Texas Catholics chip away against the death
penalty
By PATRICIA LEFEVERE
Special to the National Catholic Reporter
Last week Oblate Bishop Michael Pfeifer of San Angelo, Texas,
asked Gov. George W. Bush to spare the life of Glen McGinnis, who had been
sentenced to death at age 17. The bishop, who also heads the Texas Conference
of Churches, pointed to several international treaties signed by the United
States that prohibit using the death penalty against juveniles. Despite his
pleading and that of the pope and the apostolic nuncio in Washington, McGinnis
was executed Jan. 25.
Pfeifer is hopeful that the moment of grace available
in the Jubilee Year might move hearts and minds toward compassion and
understanding.
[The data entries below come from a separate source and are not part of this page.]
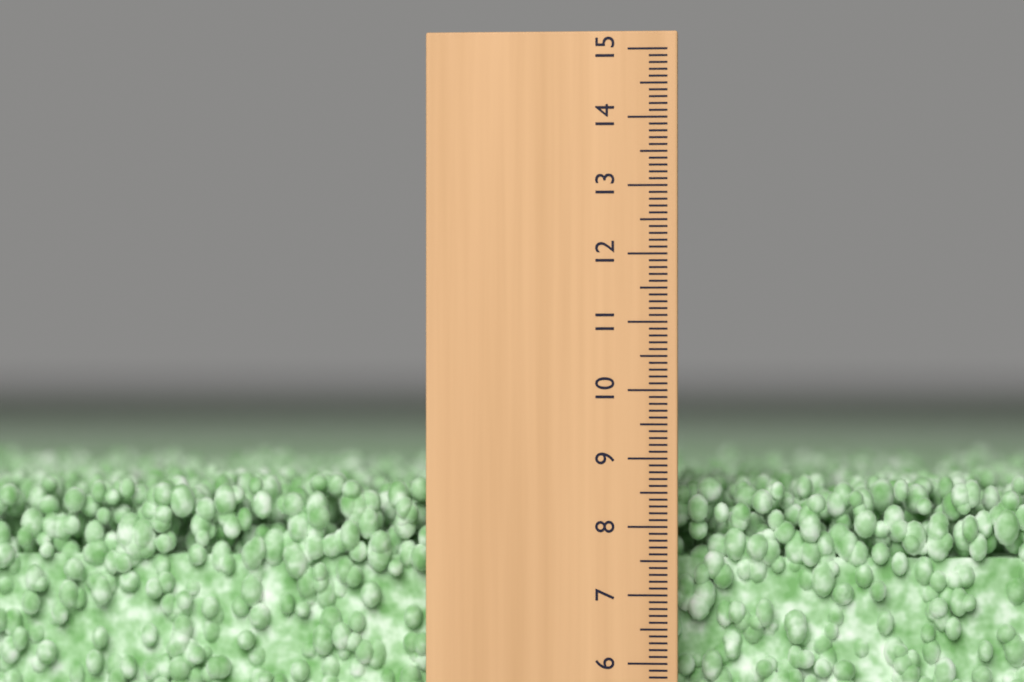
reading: 8.7 (no unit)
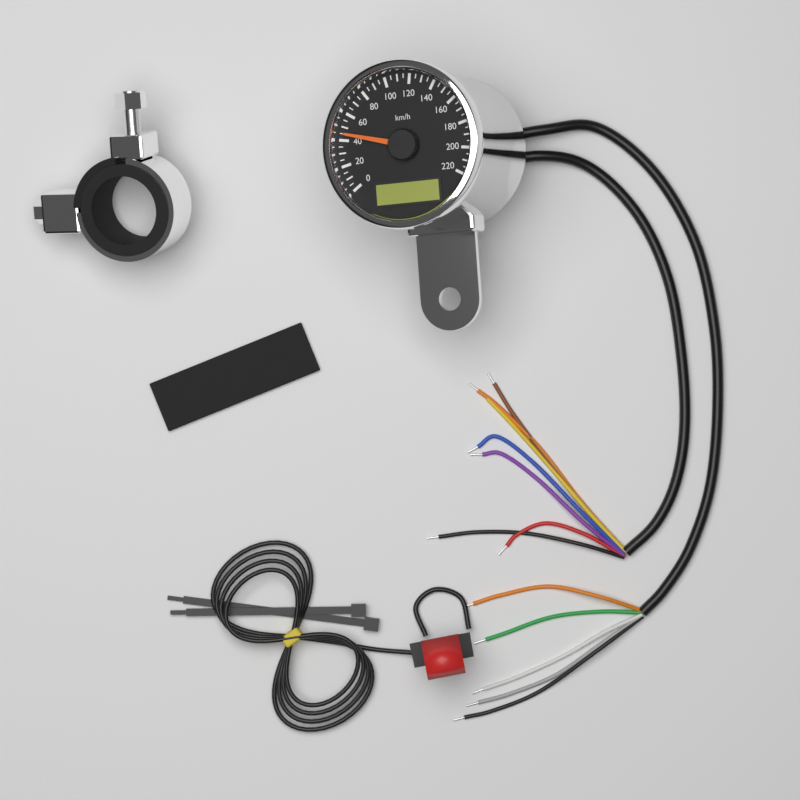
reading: 45 km/h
The Texas bishops are also realistic, he said in a telephone
interview with NCR. When we meet we feel were up against a
great rock. We cant move it, but we can chip away at it and try to move
it piece by piece.
The Catholic community in Texas, in official and unofficial ways,
is a major force in trying to change laws about the death penalty.
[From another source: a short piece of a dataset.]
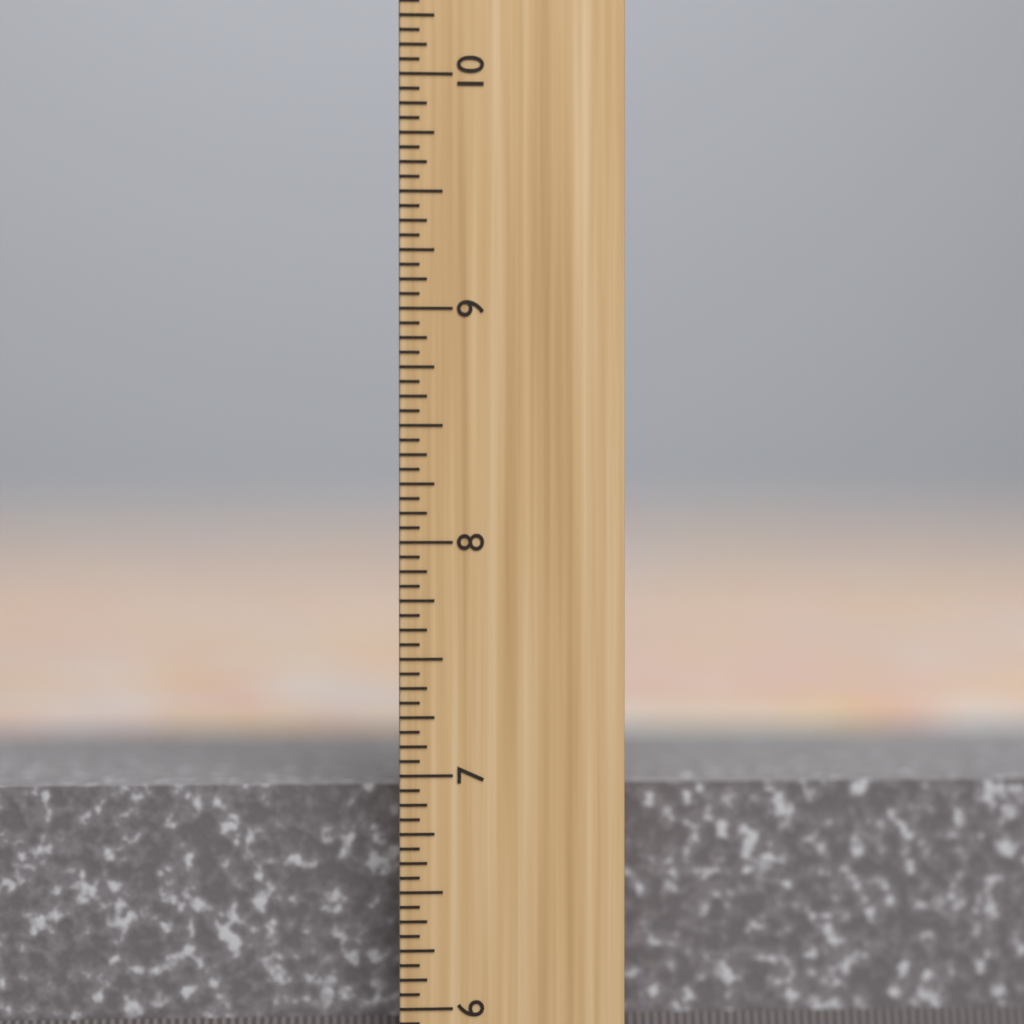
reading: 6.9375 inch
The Catholic Bishops Conference is working on the moratorium issue
by establishing educational programs about the death penalty in the
states 14 dioceses.
In Dallas, Joyce Hall and other members of Pax Christi Dallas,
have helped to write a study guide on the death penalty for the Greater Dallas
Community of Churches.
In Austin Holy Cross Br. Richard Daly believes momentum is
building toward dismantling the death penalty. He points to a bill to ban
executions for the mentally retarded, which passed the Texas Senate last spring
but did not make it out of committee in the House. Robisons execution, as
well as that of Death Row evangelist Karla Faye Tucker, gave a human face to
those on Death Row, said Daly, spokesman for the Texas Catholic Conference.
Pope John Pauls intervention in several Texas cases, as well
as a rewriting of the Catechism of the Catholic Church to reflect the
popes categorical no to the death penalty as expounded in his encyclical
Evangelium Vita, should help Catholics and others of good will to
reevaluate state executions, Daly said.